The narrative events of David O.
Russells films seem plausible enough as you watch them, but become staggeringly
difficult to put back into words after the fact. Huckabees begins with young poet-cum-activist
Albert Markovski (Schwartzman) hiring husband and wife existential detectives Vivian and
Bernard Jaffe (Lily Tomlin and Dustin Hoffman) to ferret out the significance of a tall
Sudanese man (Ger Duany) who has repeatedly and coincidentally crossed Alberts path
of late. Not content to snuff out the
coincidences there, the Jaffes pair him up with a troubled fireman (Mark Walhberg, Three Kings, Boogie Nights) and hone in on Alberts
adversarial relationship with his nemesis and ostensible partner in eco-friendliness Brad
Stand (Jude Law, Cold Mountain).
Brad is an executive honcho and professional smile for the Huckabees Corp, a
Wal-Mart-like neverland of unctuous retail nirvana, and has usurped Alberts spot at
the head of their conservation trust of late because he just might be able to bring Shania
Twain on board as a spokeswoman. That Brad
just might be yin to Alberts yang is the philosophical koan this film tries to wrap
its brain around.
Huckabees is a comedy about existential chaos, thus
it is played at one intellectual remove from the moral
chaos of Three Kings. Still, Russells ability to mix atrocity and
farce is unmatched; for him, humor can only darken the absurdity of the human condition. Tomlin and Hoffman are great as the existential
Laurel and Hardy hes an aging hippie with a shag do that grooves on the
universes connectedness, she brusquely links Wahlbergs firefighter woes with
that big thing in September from a few years back. When Isabelle Huppert (The Piano Teacher)
shows up as a French nihilist detective whos shadowing the Jaffes and converting
their clients to her program of Cruelty, Manipulation, and Meaninglessness,
the scripts dazzling layers of interconnectedness have come full circle.

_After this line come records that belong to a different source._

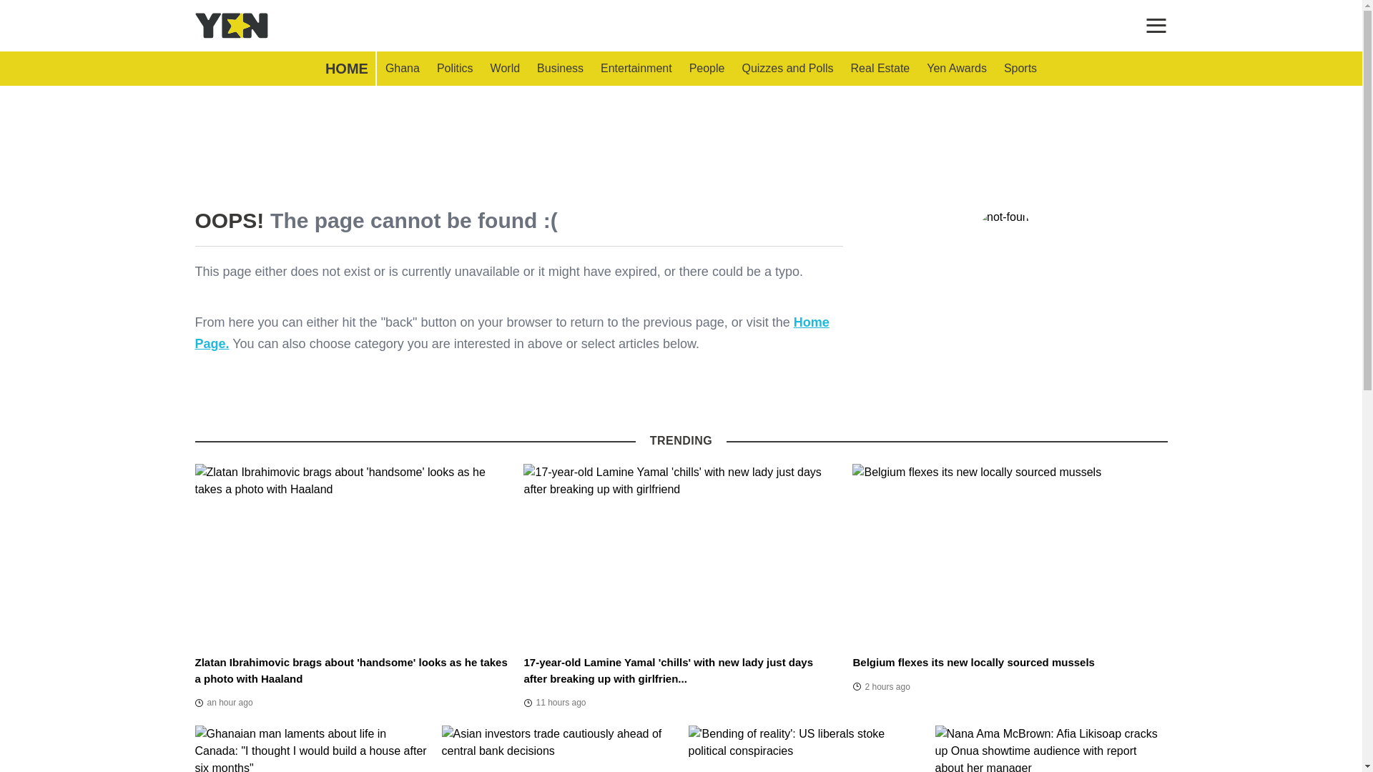  What do you see at coordinates (636, 69) in the screenshot?
I see `Entertainment` at bounding box center [636, 69].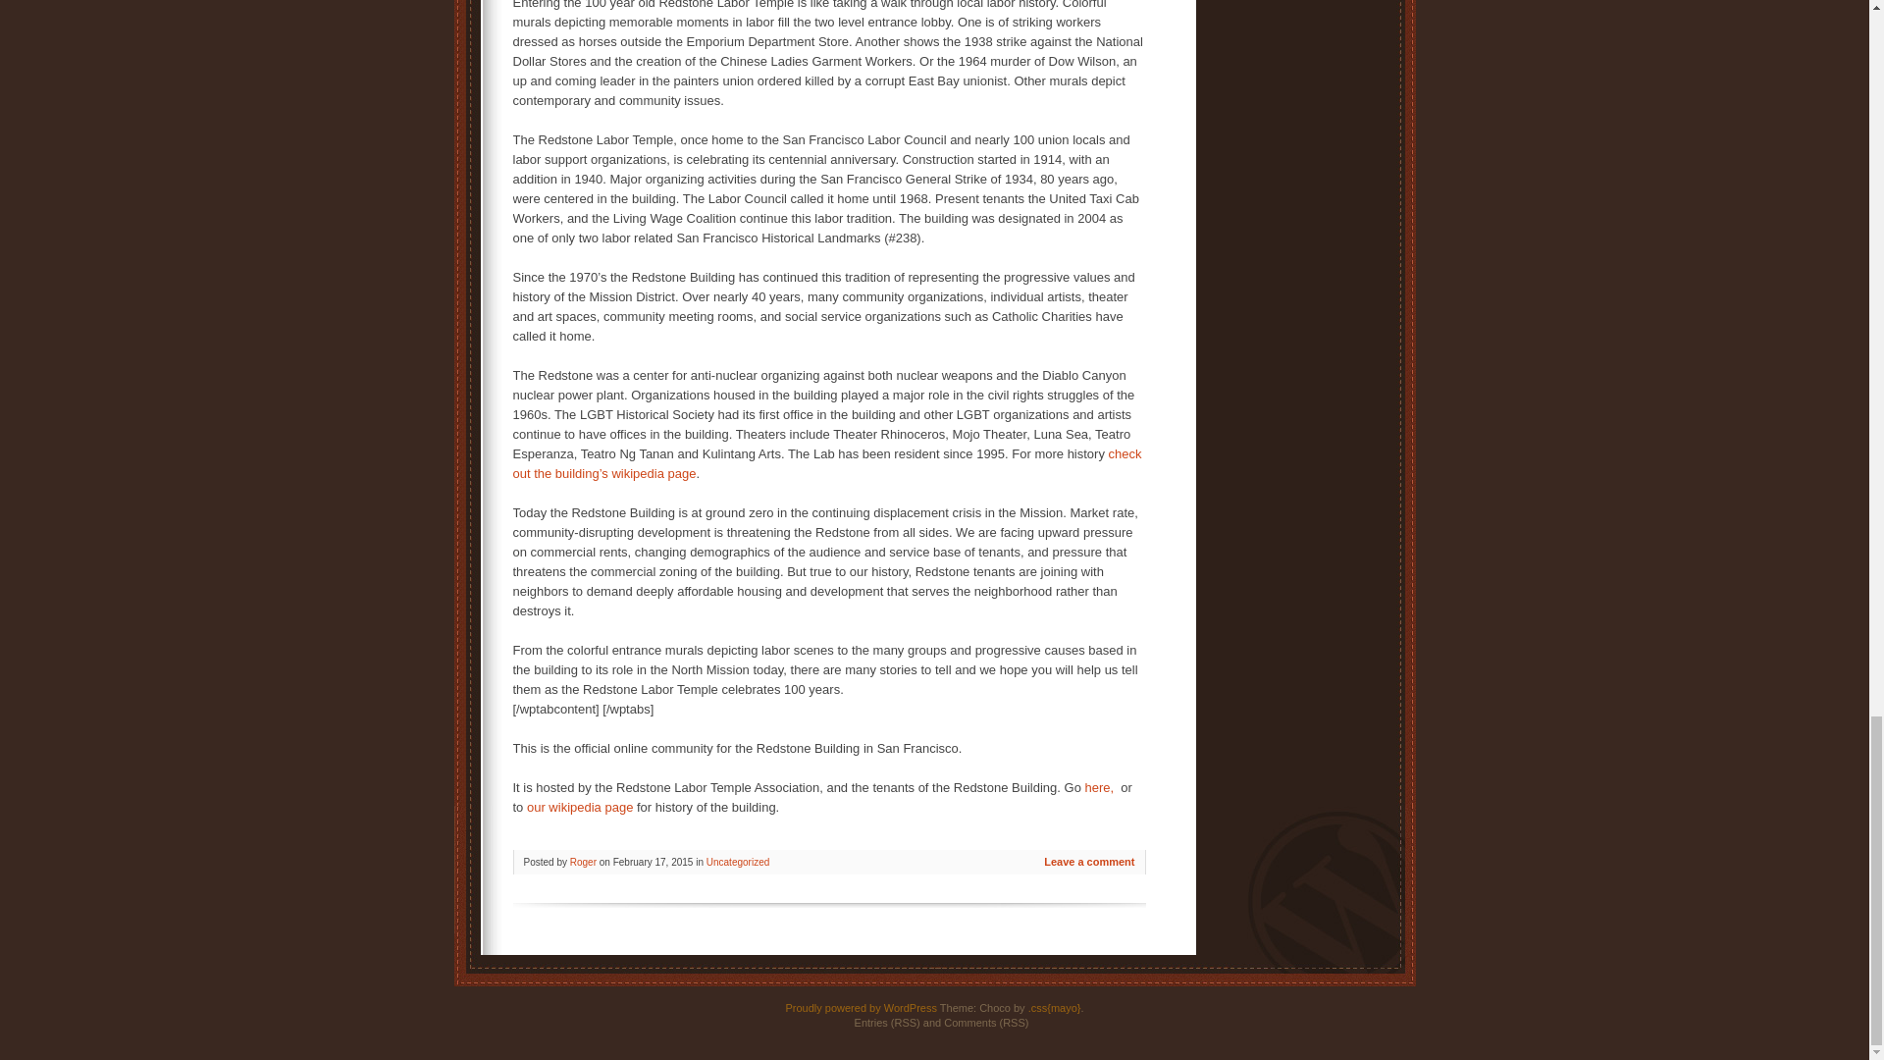 This screenshot has width=1884, height=1060. Describe the element at coordinates (580, 807) in the screenshot. I see `our wikipedia page` at that location.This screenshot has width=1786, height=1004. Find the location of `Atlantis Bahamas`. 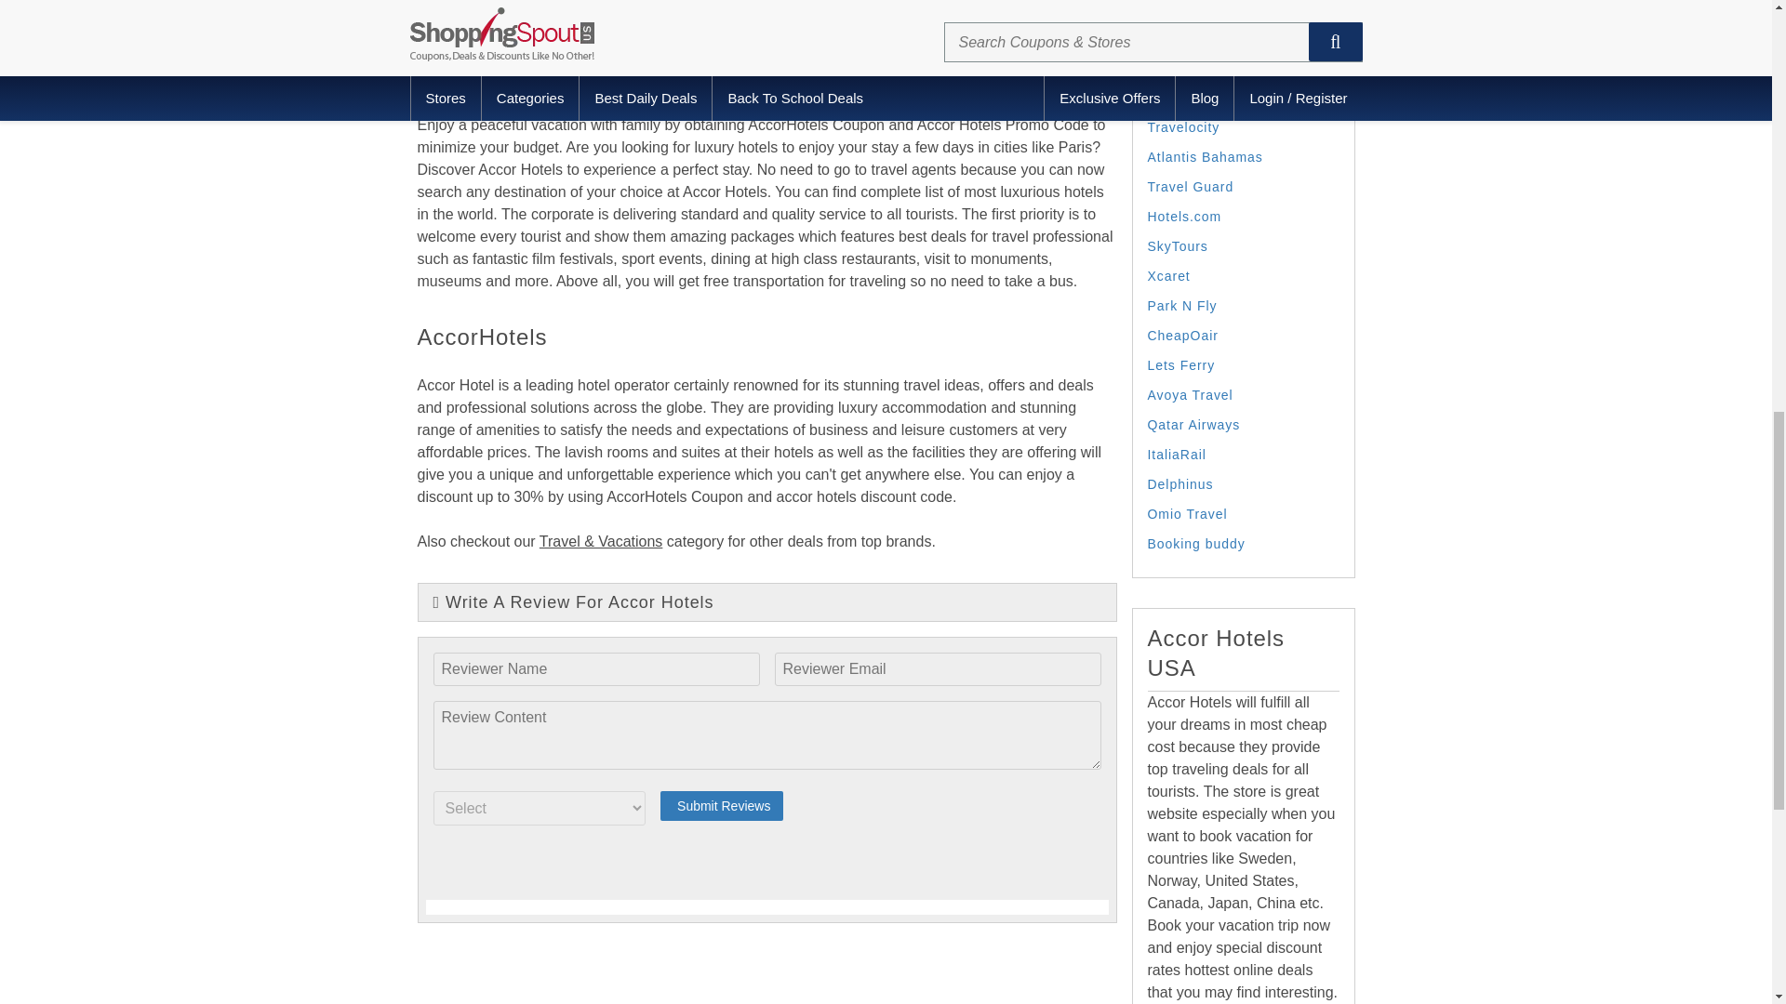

David O. Russell makes the most
ambitious comedies around, with careful, intelligent writing that is formally arresting,
provocative and still wickedly funny. With
its zonked-harmonium score by Jon Brion, its perhaps inevitable that the film will
bring to mind both P.T. Anderson and Charlie Kaufman. Huckabees certainly matches the off-kilter rhythms
of Punch-Drunk Love and has a dizzying digital
editing strategy that suggests Eternal Sunshine of the Spotless Mind. But even more than Kaufman, Russell wants to mix
existential ennui with absurdist comedy. In
this respect he may be films most purely comic philosopher since Woody Allen.